Now come back to Australia and note the very recent use of the words “reckless, irresponsible and potentially dangerous” in a description of WikiLeaks and Julian by a senior Australian Attorney-General’s Department executive, coincidentally responsible for international crime and extradition matters. The use of that specific language suggests that there have been high level discussions between our government and the United States government about a possible prosecution under that section of the Espionage Act.

It doesn’t matter to our government – to Julian’s government, as an Australian citizen – that, as attorney Abbe Lowell said in the 2010 hearing before the Committee on the Judiciary House of Representatives about the Espionage Act and the legal and constitutional issues raised by WikiLeaks:

“if the Espionage Act were used to bring charges against WikiLeaks or its founder, Julian Assange, this too would be unprecedented because it would be applying to a non-government official, who had no confidentiality agreement, who did not steal the information, who did not sell or pay for the information involved, who was quite out front and not secretive about what he was doing, who gave the United States notice and asked if the government wanted to make redactions to protect any information, and in a context that can be argued to be newsgathering and dissemination protection by the First Amendment..”

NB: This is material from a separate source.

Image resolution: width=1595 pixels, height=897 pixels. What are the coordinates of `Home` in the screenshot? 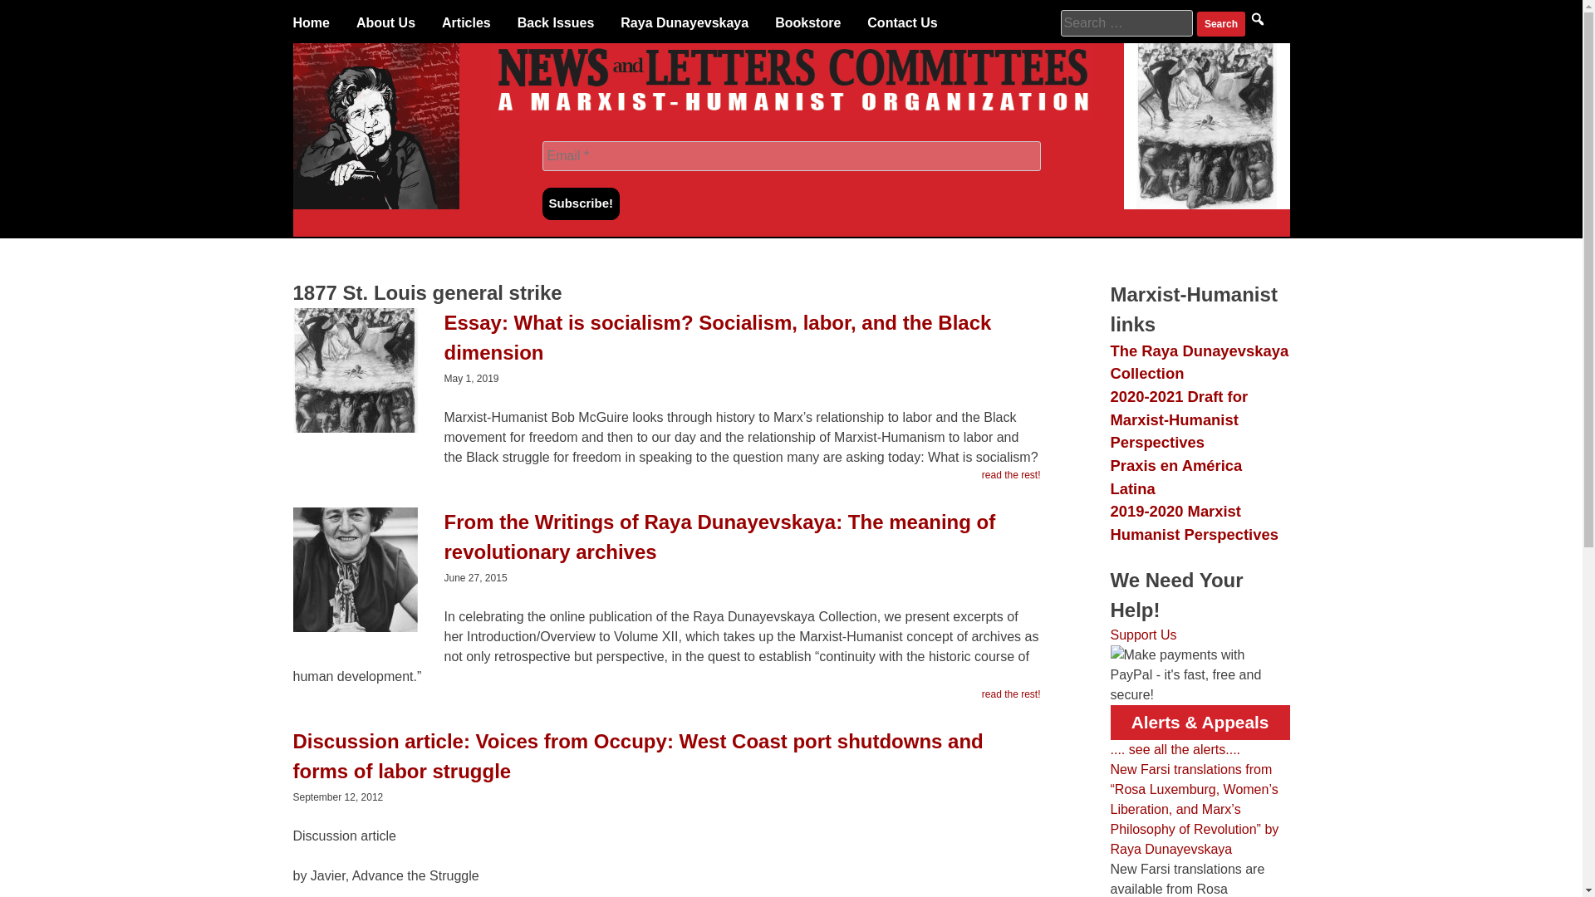 It's located at (310, 23).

And it doesn’t seem to matter to our government that no-one’s pointed to any actual harm caused by the Wikileaks disclosures, as distinct from mortifying embarrassment and disturbing political ‘inconvenience”, of which there was plenty. Former Secretary of Defense Robert Gates is on the record as having said:

“Now, I’ve heard the impact of these releases on our foreign policy described as a meltdown, as a game-changer, and so on. I think – I think those descriptions are fairly significantly overwrought. The fact is, governments deal with the United States because it’s in their interest, not because they like us, not because they trust us, and not because they believe we can keep secrets. Many governments – some governments deal with us because they fear us, some because they respect us, most because they need us. We are still essentially, as has been said before, the indispensable nation.

So other nations will continue to deal with us. They will continue to work with us. We will continue to share sensitive information with one another.

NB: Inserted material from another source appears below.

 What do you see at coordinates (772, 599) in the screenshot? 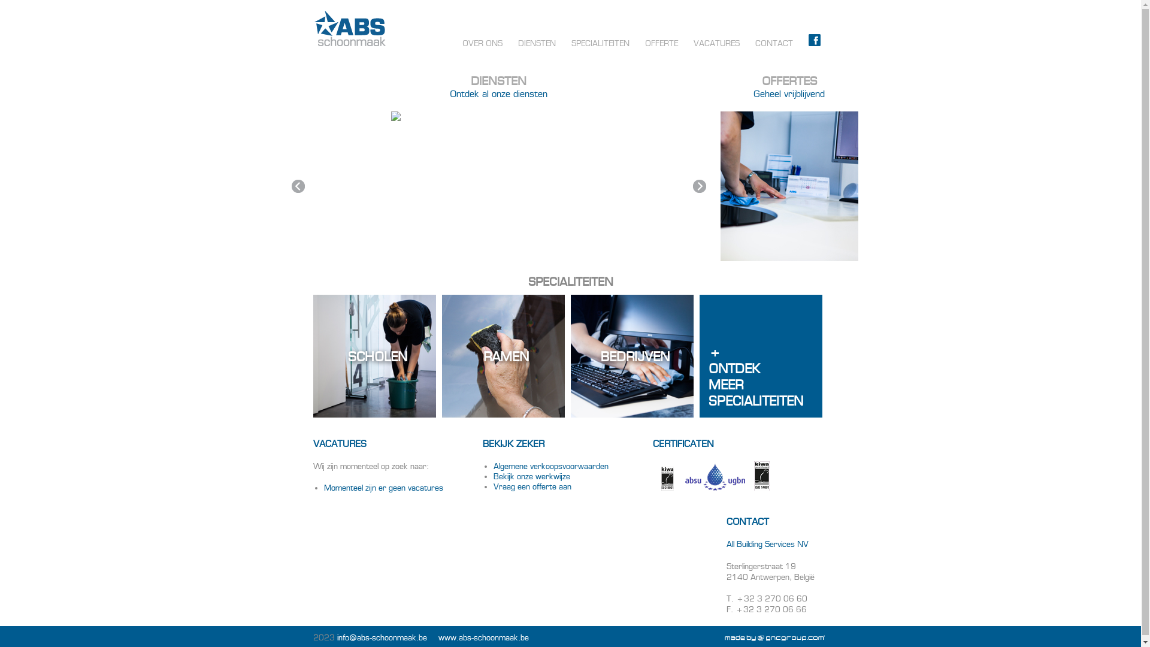
I see `+32 3 270 06 60` at bounding box center [772, 599].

Is this embarrassing? Yes. Is it awkward? Yes. Consequences for U.S. foreign policy? I think fairly modest.

Well what is our government doing now? Why is our government standing by, in sychophantic obedience to our ‘oldest friend and closest ally’, while one of its citizens is hauled around the world, target Virginia, to face – at best – 10 years in some American gaol for doing something disobedient but inconsequential to the US, but of profound benefit to people the world over?

What comes next is ultimately our choice, and that means your choice too. If information is the currency of democracy then Julian Assange and his small team have made a significant deposit into the accounts of all global citizens, each and every one of us. It’s a debt we must all repay, even though they aren’t asking us to account or claiming any interest. If you value whatever freedoms we have, if you seek to preserve this ‘fragile democracy’ we all claim to cherish, then you must stand up, you must speak out, you must show your indignation that people who have put so much on the line to protect those things, should be vilified first, and then forsaken, by the very people we have chosen to represent us. All Australians must stand up and be heard in support of Julian and Wikileaks and the values they stand for.